Seating Arrangements, by Maggie Shipstead


Set over the course of a 3 day WASPY New England island wedding, Seating Arrangements perectly depicts and skewers the faux-genteel world of the cashless pedigreed, where shabby rugs are a sign not of being in the red, but of being blue-blooded. Daphne, the bride, is pregnant- a disappointment to her parents to be sure, but marrying Greyson Duff makes up for her indescretion. Livia, her passionate and depressed younger sister, is reeling from being dumped by Teddy Fenn after making a very public scene, and their parents, Biddy and Winn, are dealing with their own choices in this story that spares no one.

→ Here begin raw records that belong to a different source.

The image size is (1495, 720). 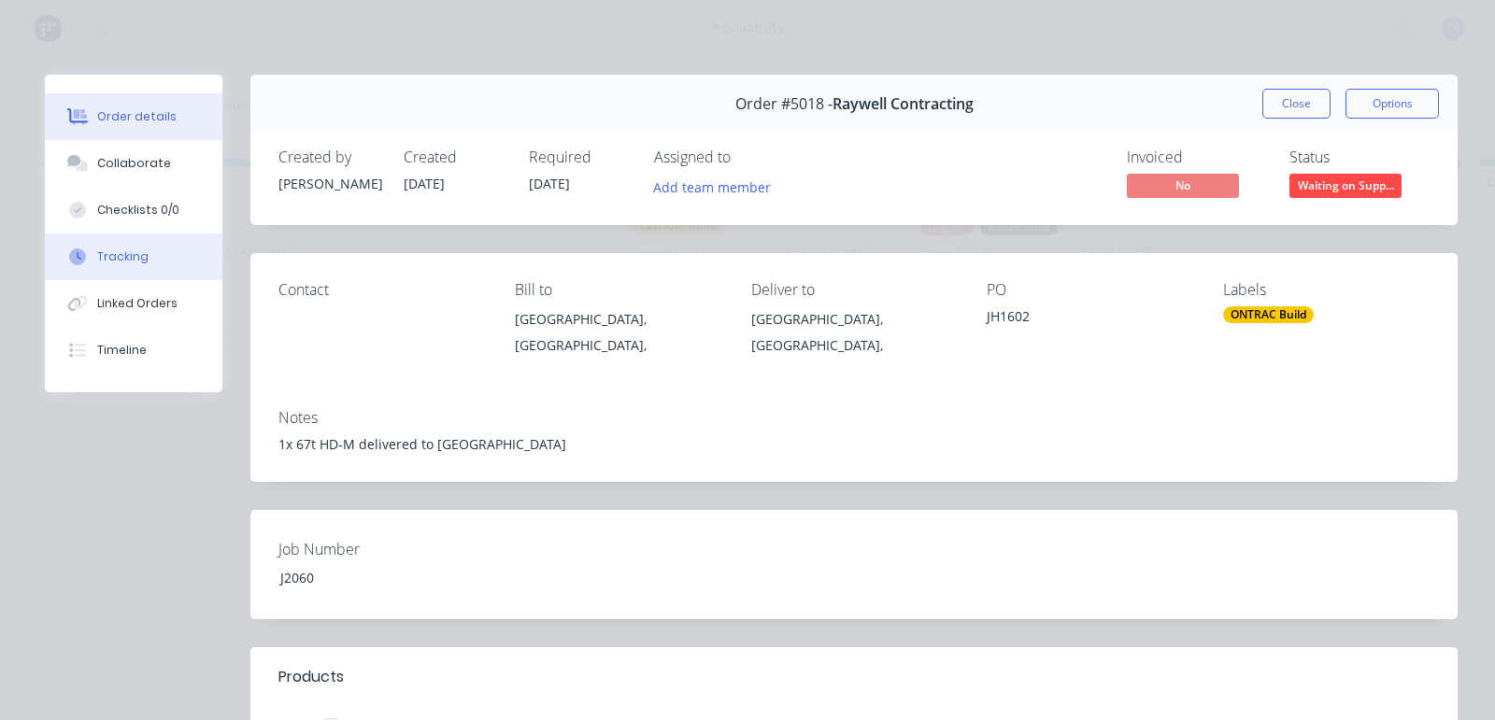 I want to click on button: Linked Orders, so click(x=134, y=304).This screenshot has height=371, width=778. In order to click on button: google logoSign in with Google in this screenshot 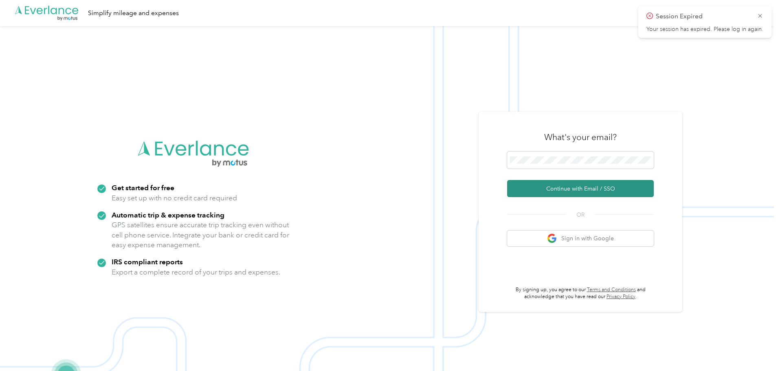, I will do `click(580, 238)`. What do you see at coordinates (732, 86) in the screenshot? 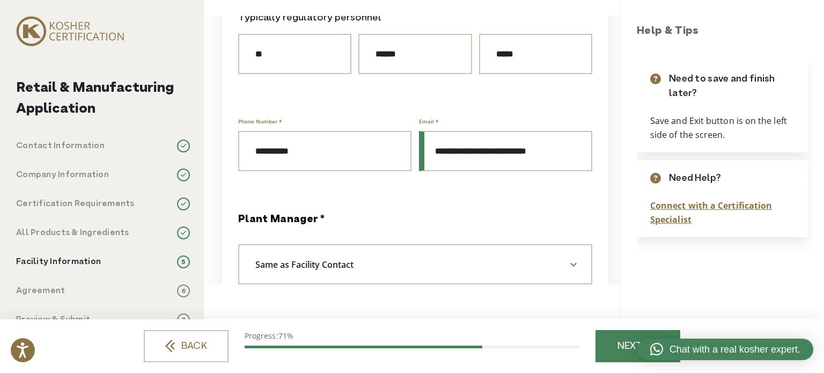
I see `p: Need to save and finish later?` at bounding box center [732, 86].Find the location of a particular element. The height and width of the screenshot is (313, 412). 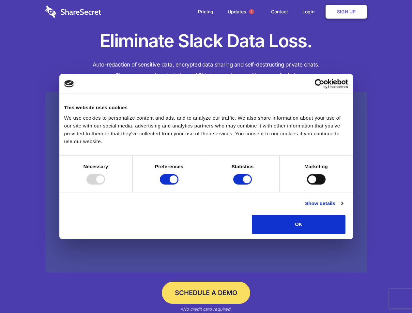

h4: Auto-redaction of sensitive data, encrypted data sharing and self-destructing private chats. Shar... is located at coordinates (206, 70).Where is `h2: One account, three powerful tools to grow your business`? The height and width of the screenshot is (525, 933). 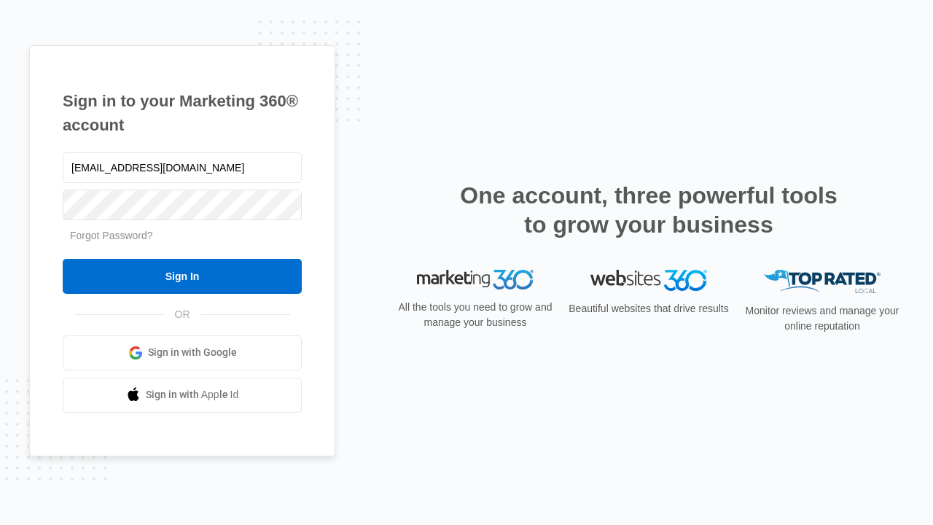 h2: One account, three powerful tools to grow your business is located at coordinates (649, 210).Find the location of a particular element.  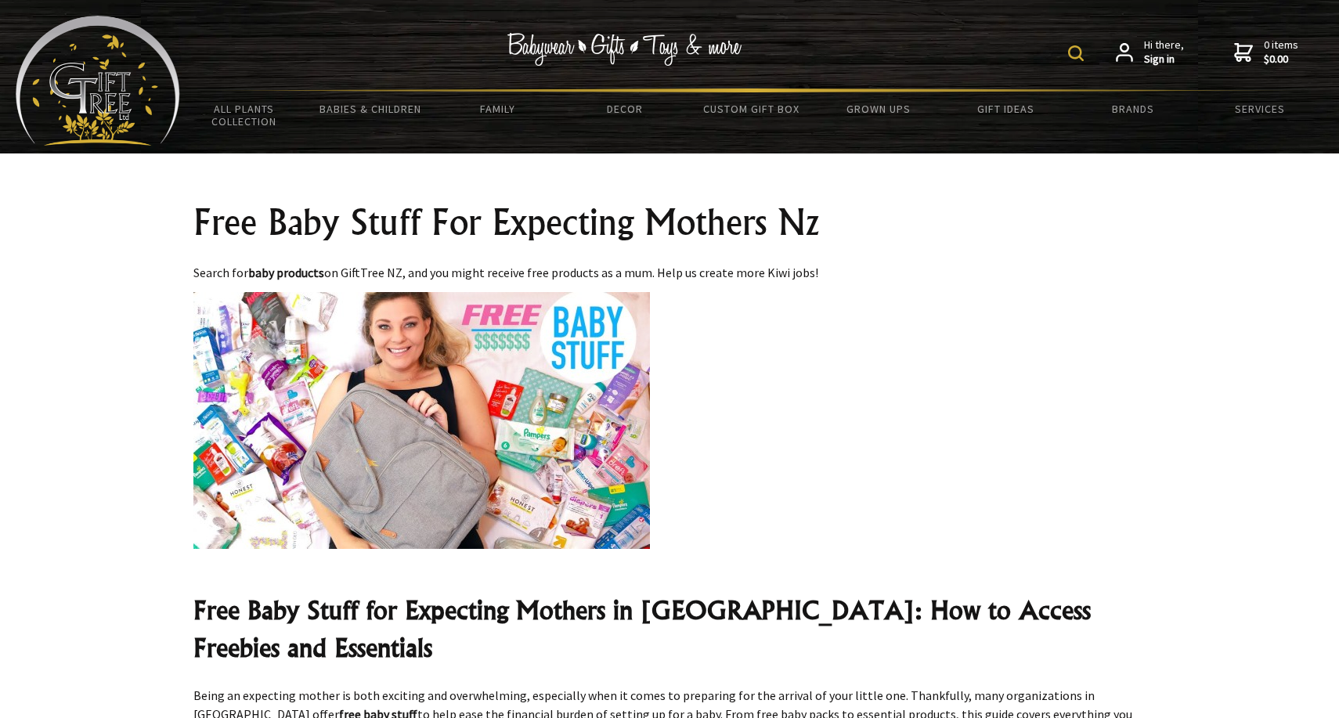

Daphne's bridesmaids, temptress Agatha, silly Piper, and self-determined Donimique, and Greyson's groomsmen, his brothers Sterling and Francis only add more tension to the party, and sexual and social tensions escalate to an almost farcical level- almost, because the writing is so strong that the escalations feel inevitable, and even Winn's desperate attack on a gaudy neighbor's weathervane can be taken as a serious rejection of a world that has passed him and 'his kind' by.
Pitch-perfect, with memorable characters and Fitzgeraldian lyricism, Seating Arrangements is a book I will be recommending to many, many readers, and I will be eagerly anticipating Maggie Shipstead's next book!